Your task is to output all the records below, word for word.

DATA FOR THE TASK START

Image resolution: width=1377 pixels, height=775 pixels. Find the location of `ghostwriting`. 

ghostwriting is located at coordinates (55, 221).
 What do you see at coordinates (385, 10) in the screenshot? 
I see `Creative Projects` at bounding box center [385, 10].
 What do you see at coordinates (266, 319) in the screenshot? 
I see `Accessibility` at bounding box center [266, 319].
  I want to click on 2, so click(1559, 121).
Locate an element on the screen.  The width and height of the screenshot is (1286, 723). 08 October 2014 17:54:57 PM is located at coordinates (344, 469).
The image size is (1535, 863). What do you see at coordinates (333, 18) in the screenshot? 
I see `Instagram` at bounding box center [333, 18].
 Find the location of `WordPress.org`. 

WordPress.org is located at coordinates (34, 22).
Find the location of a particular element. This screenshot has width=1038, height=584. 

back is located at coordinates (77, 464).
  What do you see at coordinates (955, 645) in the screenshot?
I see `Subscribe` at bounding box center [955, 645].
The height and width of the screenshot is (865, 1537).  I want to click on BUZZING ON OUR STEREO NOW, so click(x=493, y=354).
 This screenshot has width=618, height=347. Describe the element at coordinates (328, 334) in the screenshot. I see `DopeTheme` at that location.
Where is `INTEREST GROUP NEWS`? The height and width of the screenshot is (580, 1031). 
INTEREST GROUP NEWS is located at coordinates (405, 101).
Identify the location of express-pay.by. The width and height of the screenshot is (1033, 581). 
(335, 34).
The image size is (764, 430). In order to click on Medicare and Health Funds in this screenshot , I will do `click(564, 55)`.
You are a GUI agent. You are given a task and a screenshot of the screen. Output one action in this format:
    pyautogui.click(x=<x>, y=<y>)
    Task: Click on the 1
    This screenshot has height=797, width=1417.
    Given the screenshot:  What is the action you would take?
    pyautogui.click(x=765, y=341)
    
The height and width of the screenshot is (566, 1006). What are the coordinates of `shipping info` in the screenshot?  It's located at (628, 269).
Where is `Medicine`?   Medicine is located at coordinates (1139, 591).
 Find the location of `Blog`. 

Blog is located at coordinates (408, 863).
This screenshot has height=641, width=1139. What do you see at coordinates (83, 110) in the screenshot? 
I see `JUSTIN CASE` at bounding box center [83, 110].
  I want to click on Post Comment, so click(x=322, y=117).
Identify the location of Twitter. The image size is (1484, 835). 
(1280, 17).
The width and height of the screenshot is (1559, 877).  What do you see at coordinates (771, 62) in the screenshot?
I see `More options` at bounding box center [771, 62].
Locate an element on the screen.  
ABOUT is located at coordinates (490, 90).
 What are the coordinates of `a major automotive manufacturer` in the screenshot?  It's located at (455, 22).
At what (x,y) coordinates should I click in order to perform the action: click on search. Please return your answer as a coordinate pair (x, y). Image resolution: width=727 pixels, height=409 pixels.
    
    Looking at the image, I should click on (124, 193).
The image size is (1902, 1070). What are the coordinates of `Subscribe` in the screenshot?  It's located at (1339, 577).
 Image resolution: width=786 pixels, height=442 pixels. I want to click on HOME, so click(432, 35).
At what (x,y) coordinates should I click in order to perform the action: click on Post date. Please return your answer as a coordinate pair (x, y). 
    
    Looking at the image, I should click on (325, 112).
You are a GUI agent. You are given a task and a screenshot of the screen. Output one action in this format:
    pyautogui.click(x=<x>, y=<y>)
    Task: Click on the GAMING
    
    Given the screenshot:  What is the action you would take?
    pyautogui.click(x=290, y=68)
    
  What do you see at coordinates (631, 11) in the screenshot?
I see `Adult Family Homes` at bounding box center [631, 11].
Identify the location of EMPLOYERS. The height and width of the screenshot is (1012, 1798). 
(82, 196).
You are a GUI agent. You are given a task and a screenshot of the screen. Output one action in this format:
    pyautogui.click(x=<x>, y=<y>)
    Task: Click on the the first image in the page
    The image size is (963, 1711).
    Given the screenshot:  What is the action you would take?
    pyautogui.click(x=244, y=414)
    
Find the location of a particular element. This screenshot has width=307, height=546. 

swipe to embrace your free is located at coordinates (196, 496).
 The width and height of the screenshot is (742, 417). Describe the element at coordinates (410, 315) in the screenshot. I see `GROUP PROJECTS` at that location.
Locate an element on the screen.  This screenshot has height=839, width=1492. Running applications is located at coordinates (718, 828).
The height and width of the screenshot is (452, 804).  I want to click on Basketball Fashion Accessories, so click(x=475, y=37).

DATA FOR THE TASK END

* _SOLUTION TO THIS EXERCISE_:
Image resolution: width=1377 pixels, height=775 pixels. Find the location of `ghostwriting`. 

ghostwriting is located at coordinates (55, 221).
 What do you see at coordinates (385, 10) in the screenshot? 
I see `Creative Projects` at bounding box center [385, 10].
 What do you see at coordinates (266, 319) in the screenshot? 
I see `Accessibility` at bounding box center [266, 319].
  I want to click on 2, so click(1559, 121).
Locate an element on the screen.  The width and height of the screenshot is (1286, 723). 08 October 2014 17:54:57 PM is located at coordinates (344, 469).
The image size is (1535, 863). What do you see at coordinates (333, 18) in the screenshot? 
I see `Instagram` at bounding box center [333, 18].
 Find the location of `WordPress.org`. 

WordPress.org is located at coordinates (34, 22).
Find the location of a particular element. This screenshot has width=1038, height=584. 

back is located at coordinates (77, 464).
  What do you see at coordinates (955, 645) in the screenshot?
I see `Subscribe` at bounding box center [955, 645].
The height and width of the screenshot is (865, 1537).  I want to click on BUZZING ON OUR STEREO NOW, so click(x=493, y=354).
 This screenshot has width=618, height=347. Describe the element at coordinates (328, 334) in the screenshot. I see `DopeTheme` at that location.
Where is `INTEREST GROUP NEWS`? The height and width of the screenshot is (580, 1031). 
INTEREST GROUP NEWS is located at coordinates (405, 101).
Identify the location of express-pay.by. The width and height of the screenshot is (1033, 581). 
(335, 34).
The image size is (764, 430). In order to click on Medicare and Health Funds in this screenshot , I will do `click(564, 55)`.
You are a GUI agent. You are given a task and a screenshot of the screen. Output one action in this format:
    pyautogui.click(x=<x>, y=<y>)
    Task: Click on the 1
    This screenshot has height=797, width=1417.
    Given the screenshot:  What is the action you would take?
    pyautogui.click(x=765, y=341)
    
The height and width of the screenshot is (566, 1006). What are the coordinates of `shipping info` in the screenshot?  It's located at (628, 269).
Where is `Medicine`?   Medicine is located at coordinates (1139, 591).
 Find the location of `Blog`. 

Blog is located at coordinates (408, 863).
This screenshot has height=641, width=1139. What do you see at coordinates (83, 110) in the screenshot? 
I see `JUSTIN CASE` at bounding box center [83, 110].
  I want to click on Post Comment, so click(x=322, y=117).
Identify the location of Twitter. The image size is (1484, 835). 
(1280, 17).
The width and height of the screenshot is (1559, 877).  What do you see at coordinates (771, 62) in the screenshot?
I see `More options` at bounding box center [771, 62].
Locate an element on the screen.  
ABOUT is located at coordinates (490, 90).
 What are the coordinates of `a major automotive manufacturer` in the screenshot?  It's located at (455, 22).
At what (x,y) coordinates should I click in order to perform the action: click on search. Please return your answer as a coordinate pair (x, y). Image resolution: width=727 pixels, height=409 pixels.
    
    Looking at the image, I should click on (124, 193).
The image size is (1902, 1070). What are the coordinates of `Subscribe` in the screenshot?  It's located at (1339, 577).
 Image resolution: width=786 pixels, height=442 pixels. I want to click on HOME, so click(432, 35).
At what (x,y) coordinates should I click in order to perform the action: click on Post date. Please return your answer as a coordinate pair (x, y). 
    
    Looking at the image, I should click on (325, 112).
You are a GUI agent. You are given a task and a screenshot of the screen. Output one action in this format:
    pyautogui.click(x=<x>, y=<y>)
    Task: Click on the GAMING
    
    Given the screenshot:  What is the action you would take?
    pyautogui.click(x=290, y=68)
    
  What do you see at coordinates (631, 11) in the screenshot?
I see `Adult Family Homes` at bounding box center [631, 11].
Identify the location of EMPLOYERS. The height and width of the screenshot is (1012, 1798). 
(82, 196).
You are a GUI agent. You are given a task and a screenshot of the screen. Output one action in this format:
    pyautogui.click(x=<x>, y=<y>)
    Task: Click on the the first image in the page
    The image size is (963, 1711).
    Given the screenshot:  What is the action you would take?
    pyautogui.click(x=244, y=414)
    
Find the location of a particular element. This screenshot has width=307, height=546. 

swipe to embrace your free is located at coordinates (196, 496).
 The width and height of the screenshot is (742, 417). Describe the element at coordinates (410, 315) in the screenshot. I see `GROUP PROJECTS` at that location.
Locate an element on the screen.  This screenshot has height=839, width=1492. Running applications is located at coordinates (718, 828).
The height and width of the screenshot is (452, 804).  I want to click on Basketball Fashion Accessories, so click(x=475, y=37).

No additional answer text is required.